The Migration is always somewhere in the Serengeti ecosystem — but "somewhere" matters enormously. In January, the herds are on the southern plains; in August, they're in the north at the Mara River. Booking the right zone for your month is the difference between driving past a million wildebeest and driving through an area the herds passed through two weeks ago. Our guides track the current position before every departure and adjust routes accordingly. The river crossings (July–October at the Mara) are never guaranteed on any given day — they happen when the herds decide to cross, not on schedule — but with multiple days in the northern Serengeti during this period, sightings are highly likely.
The Serengeti is one of the best parks in Africa for first-time visitors precisely because wildlife density is high, the roads are manageable, and the experience of the open plains is something that no amount of preparation can approximate — it simply needs to be encountered.
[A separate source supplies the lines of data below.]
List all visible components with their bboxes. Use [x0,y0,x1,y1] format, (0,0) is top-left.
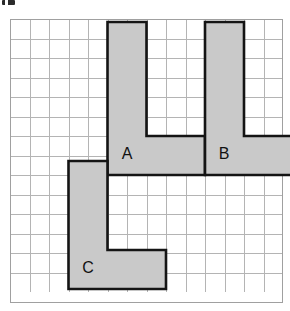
figure-root: A B C [0,0,290,311]
shape-label-c: C [82,259,94,276]
clipped-label-artifact [2,0,15,5]
shape-label-a: A [122,145,133,162]
l-shape-b-group[interactable]: B [205,22,290,175]
shapes-svg: A B C [10,19,283,303]
l-shape-a-group[interactable]: A [108,22,206,175]
shape-label-b: B [219,145,230,162]
l-shape-c-group[interactable]: C [69,161,167,289]
shapes-layer: A B C [10,19,283,303]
First-timers sometimes worry that they won't recognise what they're seeing or understand the behaviour. This is exactly what a good guide is for, and Mwala's guides are experts at calibrating the level of ecological and behavioural explanation to each group's appetite.
For most clients, driving is the better choice on at least one leg — the road through the Ngorongoro Highlands and across the plains toward Naabi Hill is itself a superb experience, and it means you begin seeing wildlife well before you reach the park boundary. Flying in and driving out (or vice versa) is an excellent compromise that saves time while preserving the road experience in one direction. For the northern Serengeti specifically, flying is strongly recommended — the road journey from Arusha to Lobo takes 7–8 hours, and the flight takes 50 minutes.
They are the same ecosystem divided by a political border. The Masai Mara is the northern continuation of the Serengeti into Kenya, and the wildebeest cross between them seasonally. The Serengeti is vastly larger (14,763 km² versus 1,500 km²), less crowded, and offers a greater variety of zones and habitats. The Masai Mara has looser regulations that permit off-road driving and night game drives. For the river crossings, both sides see the action in July–October. We recommend the Serengeti for overall safari quality and the Mara for clients specifically targeting the crossings who want the flexibility of off-road access.

The Serengeti Awaits

Plan Your Serengeti Safari

Tell us when you want to visit and what you most want to see. We will build the itinerary around the Migration calendar, your time, and your priorities — and respond within 24 hours.